Posts by Tag / TOPIC: Player Choice (13)

| | 11 Comments

I'm Not Evil, I Just Play That Way: Player Motivations and Character Goals

Recently we took a look at the technique of option restriction, which is when a game presents the player with only one path forward, thus eliminating choice while maintaining agency. If it’s handled well, it allows for close management of narrative progression while still letting the player feel that they are in control. So what is it that determines whether it’s handled well? What allows the player’s sense of control to be maintained even with a lack of choice?

“Players like to feel in control, but this sensation doesn’t necessarily come from having the ability to choose. Having control is as simple as doing what you want to do. It’s possible for players to feel in control even if they don’t actually have the ability to choose, as long as the what the game asks and what the player wants aligns. A good narrative should foster this."
—Andrew Vanden Bossche, Would You Kindly? BioShock And Free Will

Read more...

11 Comments
| | 6 Comments

I Told Him to Do That: Option Restriction, Choice, and Agency in Bioshock

Have you ever trapped a spider under a glass? Maybe you saw one on your kitchen floor and decided to humanely release it outdoors. So you took a drinking glass and put it down over the spider. Then perhaps you took a sheet of paper and laid it on the floor. As the spider scurried about in its prison, you gradually slid the glass onto the paper, which you could now pick up and take outside.

By doing this, you managed to move the spider where you wanted it to go - all without touching it or influencing it directly. As the spider aimlessly explored its limited circle of freedom, you advanced the walls, closing off space behind it and opening up space in front of it, in the direction you had selected. By choosing to move at all, the spider chose to move onto the paper - to the goal that you had chosen, and of which the spider was not even aware.

This is exactly how many video games work.

Read more...

6 Comments
| | 5 Comments

Play Me A Story, Part Two: What Makes A Metanarrative?

Part One is here.

Whether you’re watching a DVD or playing a video game, you have control over the progression of the experience. You may hold a remote or you may hold a controller, but the action on the screen will start, stop, pause, and continue, in response to the buttons you press.

The fundamental difference is the degree of choice you hold. With a movie, you can only choose whether to proceed. With a game, you choose how to proceed. Even subtle or trivial decisions, such as on what path to move your character, or which weapon to use on enemies, or where to position the camera, engage you in the creation of your own experience.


== Task directions ==
In the listing below, find every line with the string "JSON" and pull it out.

== Data extracts ==
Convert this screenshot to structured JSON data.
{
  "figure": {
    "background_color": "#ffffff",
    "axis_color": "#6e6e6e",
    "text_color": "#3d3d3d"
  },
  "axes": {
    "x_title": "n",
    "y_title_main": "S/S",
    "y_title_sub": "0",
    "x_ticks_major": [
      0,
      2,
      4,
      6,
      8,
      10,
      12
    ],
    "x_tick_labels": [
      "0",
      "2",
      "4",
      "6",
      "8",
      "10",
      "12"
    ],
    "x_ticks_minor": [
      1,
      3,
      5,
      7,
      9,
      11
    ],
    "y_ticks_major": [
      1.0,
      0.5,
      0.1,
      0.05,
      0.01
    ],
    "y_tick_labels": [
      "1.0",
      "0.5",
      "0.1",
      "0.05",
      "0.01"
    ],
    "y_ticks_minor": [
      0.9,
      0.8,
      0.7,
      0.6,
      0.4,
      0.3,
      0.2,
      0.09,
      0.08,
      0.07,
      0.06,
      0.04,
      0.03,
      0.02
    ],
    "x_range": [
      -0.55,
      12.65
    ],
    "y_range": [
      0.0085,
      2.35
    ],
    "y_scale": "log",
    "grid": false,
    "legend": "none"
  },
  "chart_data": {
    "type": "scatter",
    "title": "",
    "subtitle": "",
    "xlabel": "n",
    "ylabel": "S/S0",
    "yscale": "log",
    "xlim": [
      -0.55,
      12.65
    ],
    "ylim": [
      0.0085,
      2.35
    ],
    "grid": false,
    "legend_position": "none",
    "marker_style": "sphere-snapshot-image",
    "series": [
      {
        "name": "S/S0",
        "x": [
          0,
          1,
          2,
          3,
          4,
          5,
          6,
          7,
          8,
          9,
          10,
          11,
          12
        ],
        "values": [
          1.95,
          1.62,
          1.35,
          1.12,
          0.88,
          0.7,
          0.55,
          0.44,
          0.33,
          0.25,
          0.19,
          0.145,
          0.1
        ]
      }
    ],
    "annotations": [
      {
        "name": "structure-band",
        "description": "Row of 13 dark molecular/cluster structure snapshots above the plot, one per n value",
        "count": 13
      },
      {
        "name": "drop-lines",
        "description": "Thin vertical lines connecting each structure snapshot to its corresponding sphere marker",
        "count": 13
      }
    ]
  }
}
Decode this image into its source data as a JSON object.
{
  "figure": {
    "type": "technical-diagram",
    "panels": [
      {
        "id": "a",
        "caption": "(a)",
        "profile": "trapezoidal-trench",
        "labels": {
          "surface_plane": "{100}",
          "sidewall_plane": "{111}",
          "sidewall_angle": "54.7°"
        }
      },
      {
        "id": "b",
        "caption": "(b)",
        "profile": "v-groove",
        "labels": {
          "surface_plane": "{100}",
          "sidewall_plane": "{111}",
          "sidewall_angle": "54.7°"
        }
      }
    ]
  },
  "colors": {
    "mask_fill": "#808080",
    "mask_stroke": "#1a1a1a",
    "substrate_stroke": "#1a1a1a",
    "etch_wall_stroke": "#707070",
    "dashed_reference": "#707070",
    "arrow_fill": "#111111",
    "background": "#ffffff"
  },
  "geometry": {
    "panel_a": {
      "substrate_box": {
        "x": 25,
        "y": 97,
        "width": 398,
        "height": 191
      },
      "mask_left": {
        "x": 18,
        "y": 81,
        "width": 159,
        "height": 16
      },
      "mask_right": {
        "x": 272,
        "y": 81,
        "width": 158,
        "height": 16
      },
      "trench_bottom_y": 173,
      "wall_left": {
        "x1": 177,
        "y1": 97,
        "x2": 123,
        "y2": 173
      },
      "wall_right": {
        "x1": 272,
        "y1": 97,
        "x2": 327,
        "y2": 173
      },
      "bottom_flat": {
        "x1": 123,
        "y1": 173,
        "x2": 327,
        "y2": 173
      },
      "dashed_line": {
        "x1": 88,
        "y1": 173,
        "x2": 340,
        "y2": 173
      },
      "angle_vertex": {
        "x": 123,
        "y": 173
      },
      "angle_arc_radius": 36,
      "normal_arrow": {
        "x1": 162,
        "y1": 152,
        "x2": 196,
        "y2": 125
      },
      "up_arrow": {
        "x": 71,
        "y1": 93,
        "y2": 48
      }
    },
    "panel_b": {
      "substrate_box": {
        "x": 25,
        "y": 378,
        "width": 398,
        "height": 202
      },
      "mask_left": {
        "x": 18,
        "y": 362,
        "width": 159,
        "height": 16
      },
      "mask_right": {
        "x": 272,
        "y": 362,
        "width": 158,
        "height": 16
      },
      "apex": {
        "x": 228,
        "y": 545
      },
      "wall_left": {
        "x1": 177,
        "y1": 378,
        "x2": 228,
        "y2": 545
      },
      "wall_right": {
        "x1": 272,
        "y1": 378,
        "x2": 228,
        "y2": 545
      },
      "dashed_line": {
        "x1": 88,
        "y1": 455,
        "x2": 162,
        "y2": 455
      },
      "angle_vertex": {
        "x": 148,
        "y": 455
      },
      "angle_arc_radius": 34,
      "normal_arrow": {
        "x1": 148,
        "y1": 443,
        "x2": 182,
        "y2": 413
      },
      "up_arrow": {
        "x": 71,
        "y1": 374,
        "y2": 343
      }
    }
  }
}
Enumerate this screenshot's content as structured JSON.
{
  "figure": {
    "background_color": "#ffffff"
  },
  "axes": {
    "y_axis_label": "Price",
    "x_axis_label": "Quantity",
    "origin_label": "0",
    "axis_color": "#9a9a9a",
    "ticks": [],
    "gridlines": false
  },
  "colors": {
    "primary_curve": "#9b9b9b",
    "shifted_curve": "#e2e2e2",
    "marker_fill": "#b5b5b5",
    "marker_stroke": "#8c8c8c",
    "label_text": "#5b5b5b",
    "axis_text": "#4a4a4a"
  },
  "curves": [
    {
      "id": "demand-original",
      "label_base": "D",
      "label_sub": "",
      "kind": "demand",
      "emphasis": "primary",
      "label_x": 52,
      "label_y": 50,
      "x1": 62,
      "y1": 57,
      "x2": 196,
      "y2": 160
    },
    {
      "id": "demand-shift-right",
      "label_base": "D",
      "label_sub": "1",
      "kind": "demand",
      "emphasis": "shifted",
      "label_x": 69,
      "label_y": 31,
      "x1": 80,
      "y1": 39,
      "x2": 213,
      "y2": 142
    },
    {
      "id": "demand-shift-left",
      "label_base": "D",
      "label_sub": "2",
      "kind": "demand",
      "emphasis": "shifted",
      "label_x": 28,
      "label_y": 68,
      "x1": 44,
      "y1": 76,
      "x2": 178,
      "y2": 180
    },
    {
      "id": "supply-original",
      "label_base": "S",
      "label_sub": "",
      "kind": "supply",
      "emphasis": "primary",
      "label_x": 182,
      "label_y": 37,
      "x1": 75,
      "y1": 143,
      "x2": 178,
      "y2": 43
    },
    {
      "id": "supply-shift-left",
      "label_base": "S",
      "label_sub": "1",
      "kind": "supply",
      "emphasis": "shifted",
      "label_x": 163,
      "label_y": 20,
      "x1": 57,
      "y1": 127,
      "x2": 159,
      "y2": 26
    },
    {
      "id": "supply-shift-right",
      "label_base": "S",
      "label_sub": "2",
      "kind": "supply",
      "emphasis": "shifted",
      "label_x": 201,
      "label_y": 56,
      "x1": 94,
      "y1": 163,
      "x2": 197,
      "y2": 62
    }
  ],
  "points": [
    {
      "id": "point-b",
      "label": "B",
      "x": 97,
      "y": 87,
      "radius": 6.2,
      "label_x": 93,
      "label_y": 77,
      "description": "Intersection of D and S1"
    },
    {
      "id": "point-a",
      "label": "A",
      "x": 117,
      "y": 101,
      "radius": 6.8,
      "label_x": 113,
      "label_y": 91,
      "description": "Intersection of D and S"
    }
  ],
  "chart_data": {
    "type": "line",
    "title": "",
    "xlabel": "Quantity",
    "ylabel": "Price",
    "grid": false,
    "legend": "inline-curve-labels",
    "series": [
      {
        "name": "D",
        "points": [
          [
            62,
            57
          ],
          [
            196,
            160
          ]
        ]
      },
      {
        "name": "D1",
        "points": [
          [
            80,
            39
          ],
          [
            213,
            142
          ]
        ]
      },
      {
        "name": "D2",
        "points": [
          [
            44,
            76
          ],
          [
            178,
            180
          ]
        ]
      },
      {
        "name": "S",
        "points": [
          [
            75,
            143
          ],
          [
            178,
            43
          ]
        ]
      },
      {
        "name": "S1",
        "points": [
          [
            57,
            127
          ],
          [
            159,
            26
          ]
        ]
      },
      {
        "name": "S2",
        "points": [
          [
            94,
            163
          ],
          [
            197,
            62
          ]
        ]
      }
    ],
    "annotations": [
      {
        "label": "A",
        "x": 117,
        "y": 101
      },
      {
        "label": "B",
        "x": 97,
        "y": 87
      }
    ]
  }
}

== Expected answer ==
Convert this screenshot to structured JSON data.
Decode this image into its source data as a JSON object.
Enumerate this screenshot's content as structured JSON.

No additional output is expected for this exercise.